Despite all the range and popularity of streaming and VOD services, for some of us here at 4:3 there’s still no substitute for physical media, even as it becomes increasingly niche or mainly a collector’s market. For the adventurous or discerning home viewer there’s no greater pass to the wealth of world cinema than a region-free Blu-ray or DVD player. With a large number of boutique studios and labels putting out tremendous films in incredible packages on the regular, Brad Mariano has the monthly round-up for the best of the best
August so far has been a particularly hectic month for 4:3 and Australian cinephiles more broadly – among Melbourne International Film Festival and Possible Worlds Film Festival, it’s easy to lose sight of the fact that there was still essential home video releases coming out. But there are always great home video releases coming out. It never stops, and we will never stop.
Our featured release of the month is from relative newcomers Soda Pictures who have been thrusting themselves into the limelight recently with some stellar releases, and this month’s centrepiece might be their best yet. Their Kelly Reichardt Collection is big news – she’s one of our favourite working directors, and we were lucky enough to interview her very recently. Someone who lives, breathes, teaches and shoots films, Reichardt’s movies are distinctly her own – slow, character based films shot in her beloved state of Oregon. A timely release considering her latest film, the terrific Night Moves, just played at MIFF and is set for a theatrical release, this set brings together her previous three films – Meek’s Cutoff (2011), Wendy and Lucy (2008) and Old Joy (2006) in one set, the latter two on High Definition for the first time, which should bring the most out of their elegiac, textured visuals. But what might make the set essential for Reichardt fans is the inclusion of her first feature, 1994 film River of Grass. Although this feature is only offered on DVD, it’s a very welcome addition – it hasn’t ever been released on DVD in the UK or Australia, and even in the frontier of the less legal avenues of the internet, this film is near impossible to track down.
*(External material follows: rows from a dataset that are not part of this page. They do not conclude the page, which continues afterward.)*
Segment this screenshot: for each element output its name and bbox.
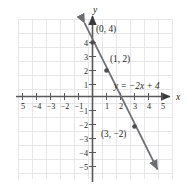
x-tick-3: 3 (133, 102, 137, 111)
x-tick--4: −4 (33, 102, 42, 111)
y-tick--2: −2 (79, 121, 88, 130)
y-tick-3: 3 (84, 53, 88, 62)
y-tick--3: −3 (79, 135, 88, 144)
x-tick-4: 4 (147, 102, 151, 111)
y-tick--4: −4 (79, 149, 88, 158)
label-point-1-2: (1, 2) (110, 54, 130, 65)
x-tick-2: 2 (119, 102, 123, 111)
y-axis-label: y (92, 5, 98, 15)
point-3-neg2 (132, 124, 137, 129)
label-point-0-4: (0, 4) (96, 24, 116, 35)
x-tick--2: −2 (61, 102, 70, 111)
x-tick-1: 1 (105, 102, 109, 111)
y-tick-1: 1 (84, 81, 88, 90)
label-point-3-neg2: (3, −2) (101, 129, 126, 140)
y-tick-4: 4 (84, 39, 88, 48)
x-tick-5: 5 (161, 102, 165, 111)
x-axis-label: x (175, 92, 181, 102)
y-tick-2: 2 (84, 67, 88, 76)
point-0-4 (90, 40, 95, 45)
y-tick--5: −5 (79, 163, 88, 172)
x-tick--5: 5 (21, 102, 25, 111)
point-1-2 (104, 68, 109, 73)
graph-svg: 5 −4 −3 −2 −1 1 2 3 4 5 4 3 2 1 −1 −2 −3… (0, 0, 188, 191)
x-tick--3: −3 (47, 102, 56, 111)
equation-label: y = −2x + 4 (113, 81, 160, 91)
y-tick--1: −1 (79, 107, 88, 116)
coordinate-plane-figure: 5 −4 −3 −2 −1 1 2 3 4 5 4 3 2 1 −1 −2 −3… (0, 0, 188, 191)
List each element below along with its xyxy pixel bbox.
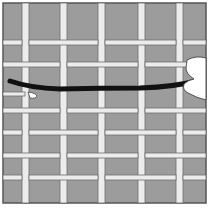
- loose-strip-end: [3, 92, 25, 96]
- weaving-illustration: [0, 0, 209, 209]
Masters of Cinema have two excellent looking releases this month, as their output of German silent films on HD increasingly becomes less a penchant of theirs than a damn near monopoly. F W Murnau’s retelling of Faust gets a gorgeous dual-format edition worth buying for the cover art alone, and their valiant quest further into Fritz Lang’s legendary career produces a Dual-Format edition of Frau im Mond (Woman in the Moon), his last silent epic and one of the early landmarks in science-fiction storytelling cinema. One of our favourite labels, Masters of Cinema have also just recently revamped their site into a spiffy looking page, and to celebrate they have 10% off everything in their web store. I don’t want to assume responsibility for any vast amount of money that you might spend there, but I’ll just leave that link right here…
Criterion has a very interesting slate this month also. Of the five films, my pick would be John Cassavetes Love Streams – often considered his final personal opus, with terrific performances from Cassavetes and Gena Rowlands, it’s one of the best films of the 1980s. Also released are Bob Fosse’s All That Jazz, Shohei Imamura’s Vengeance Is Mine, Pedro Almodovar’s Tie Me Up! Tie Me Down! And a film that many have been clamouring for ever since Criterion dropped clues years ago, Alfonso Cuarón’s Y Tu Mama Tambien.
One noteworthy title that was on many people’s must-have list from the days Blu-ray was invented is Out of the Past, a wonderful noir with Robert Mitchum and Kirk Douglas that comes to Blu courtesy of Warner Archive. In a perfect world, the big studios would license these titles out to Criterion, MoC and other boutiques all the time (there are no notable special features here), but Tourneur in HD is enough of a reason to celebrate for us. Flicker Alley also has two promising collections in HD – Chaplin’s Mutual Comedies and the Mack Sennett Collection, Vol. 1. More silent comedy on HD, please, and this is a great start.
On the home front, particularly exciting news – Madman are releasing a boxset (separate Blu-ray and DVD editions) of the films of Jacques Tati. That is to say, ALL the films of Jacques Tati. It’s exciting news, but we’ll be looking at that set much more in depth very shortly, with a review forthcoming.